The Geology of the prairie evaporite formation of the Yorkton area of Saskatchewan
Date
1967Author
Streeton, Dwight Harold
Type
ThesisDegree Level
MastersMetadata
Show full item recordAbstract
Beds of grey insolubles alternate with units of clear to
grey halite in the lower two-thirds (about 330 feet) of the
Prairie Evaporite Formation of the Yorkton area.
The upper one-third of the formation consists mainly of
clear to grey, anhedral halite containing one or two potash
zones. In the potash zones, euhedral halite predominates over
anhedral halite.
Three types of sylvite, two types of halite, and two types
of carnallite occur in the potash zones. These mineral types
have characteristic associations.
Clear to milky-white sylvite, with red rims of included
hematite, is the dominant. sylvite of both. potash zones. It is
partly replaced by fine-grained, anhedral, pink sylvite, and
is always associated with clear halite but never with carnallite.
Large-grained, clear to pinkish sylvite, without hematite
rims, occurs in seams in the lower potash zone. This sylvite is
associated with mllky-white halite and both halite and sylvite
are replaced in part by blood-red, anhedral carnallite.
Blood-red carnallite is associated with clear and milky-white
halite in the upper potansh zone of Alwinsal Brewer 9-22
well. No sylvite is present and the origin of the carnallite
is unknown.
The clear halite and milky-white halite of the potash zones,
and the clear to grey halite of the rest of the formation, have
bromine contents lower than, as well as within, the range for
primary halite crystallized from present-day sea water. Values
lower than the primary range suggest that solution and redeposition
of halite has occuried.
Red-rimmed sylvite and large-grained, clear to pinkish sylvite
have similar bromine and rubidium values. Rubidium values,
below 0.0017 wt. per cent suggest these sylvites formed from
pre-existing sylvite; values greater than 0.0020 wt. per cent
suggest they formed from pre-existing carnallite.
In township 23, range l W. 2 Mer., and in townships 28 and
29, ranges 6 W. 2 and 7 W. 2 Mer., solution of the Prairie Evaporite Formation and collapse of formations below the First
White Speckled Shale has occurred. These solution areas underlie
"lows" on the Paleozoic erosion surface. Locally, the
Paleozoic erosion surface has as much as 550 feet of topographic
relief. Blairmore and Lower Colorado sediments are
300-400 feet thicker on the sites of erosional "lows". The
erosional "lows", with their thick Cretaceous sequences, are
more extensive areally than the solution channels. In seismic
investigations, these thick sequences of low velocity sediments
cause apparent structural lows, also more extensive
areally than actual lows caused by Prairie Evaporite solution.
These apparent structural lows, however, may be misinterpreted
as signifying areas of Prairie Evaporite solution
and areas containing normal potash zones may be overlooked.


■ TASK PROMPT:
In the listing that follows, find the line with "Run detection on", then copy exactly from it through the line with "Return the region for man.", leaving out every picture.

■ EXCERPTED RECORDS:

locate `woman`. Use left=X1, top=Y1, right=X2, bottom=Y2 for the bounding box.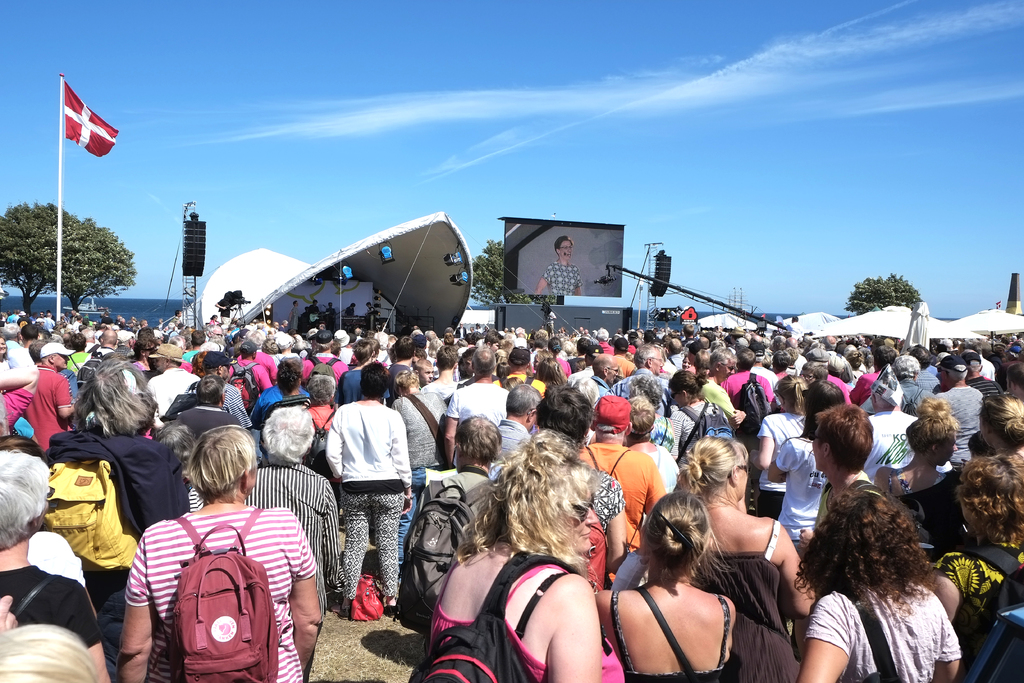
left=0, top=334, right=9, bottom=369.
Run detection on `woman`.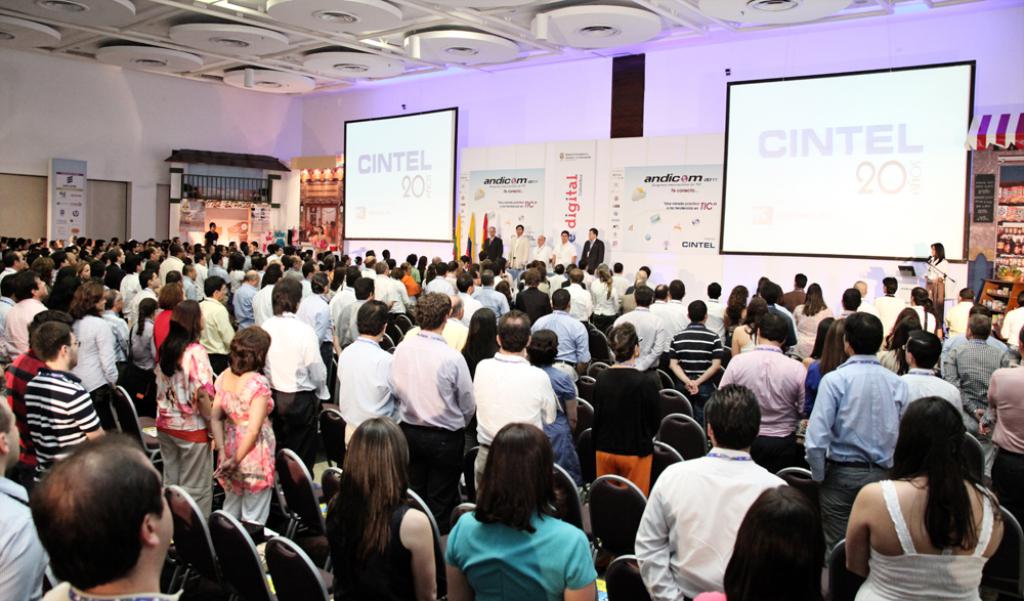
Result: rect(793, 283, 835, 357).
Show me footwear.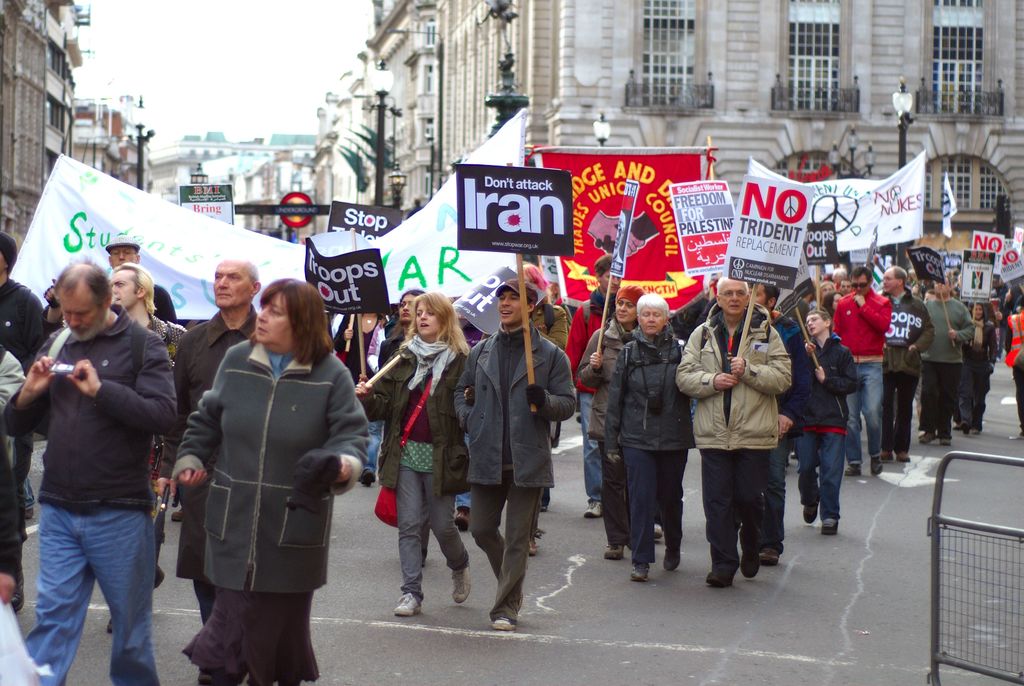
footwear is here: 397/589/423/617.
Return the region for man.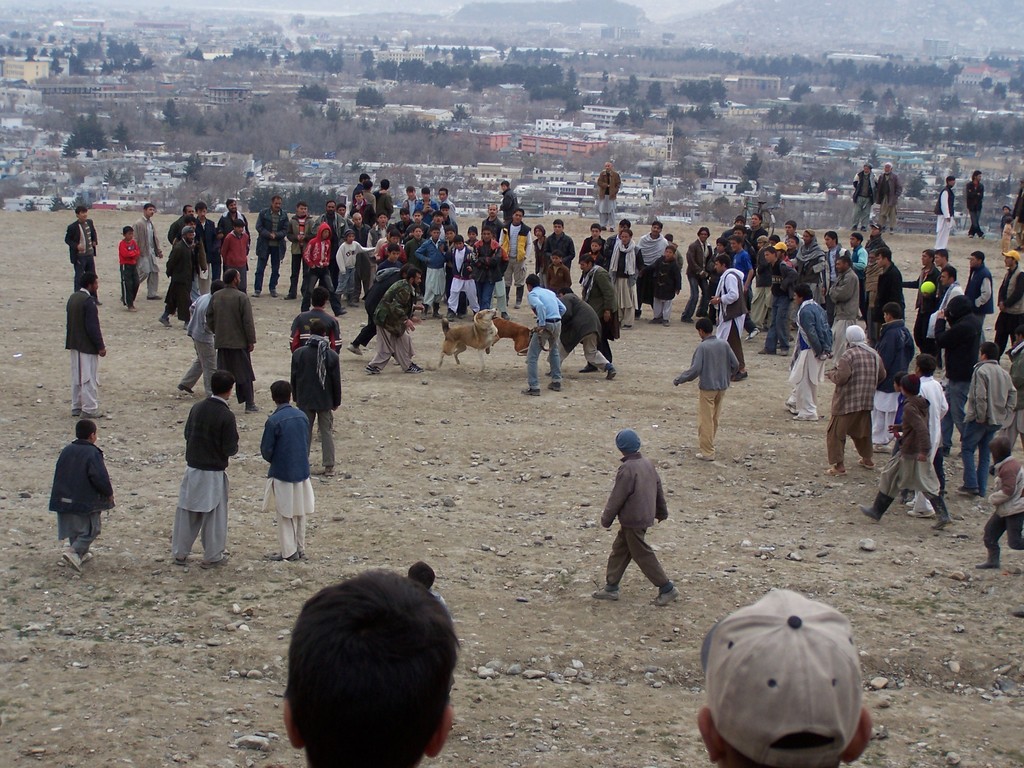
...
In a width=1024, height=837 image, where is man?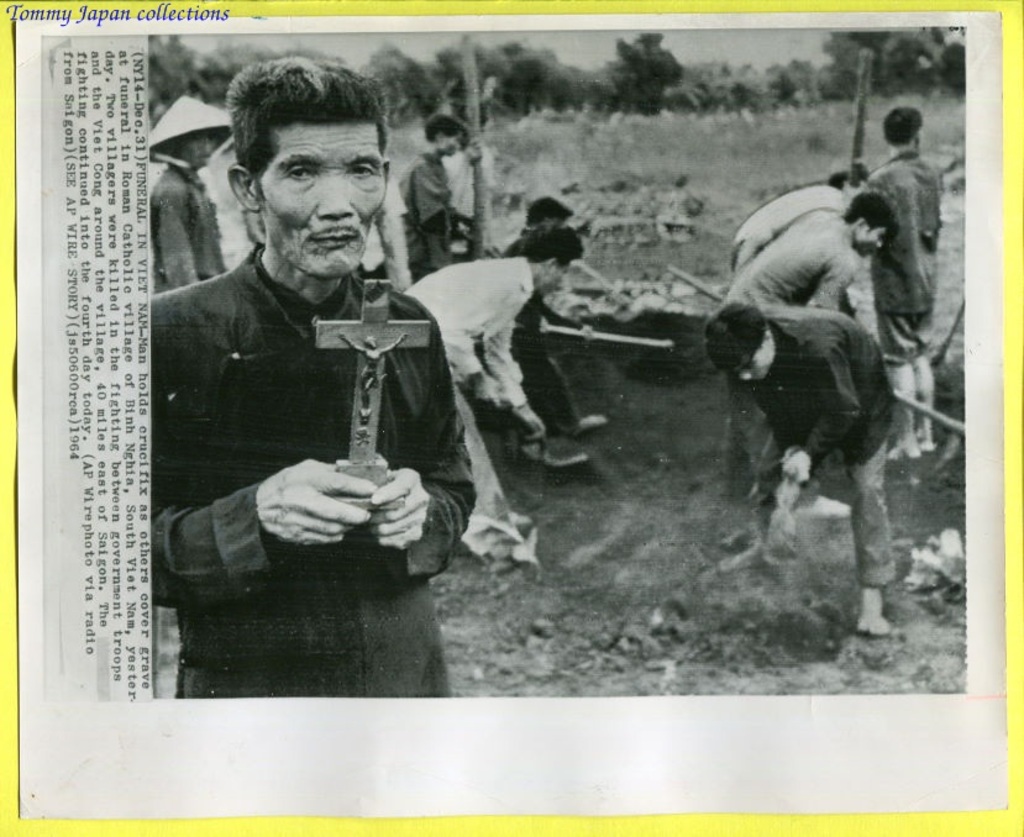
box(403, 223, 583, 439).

■ EXERCISE SOLUTION:
Run detection on `woman`.
Result: rect(793, 283, 835, 357).
Show me footwear.
footwear is here: 397/589/423/617.
Return the region for man.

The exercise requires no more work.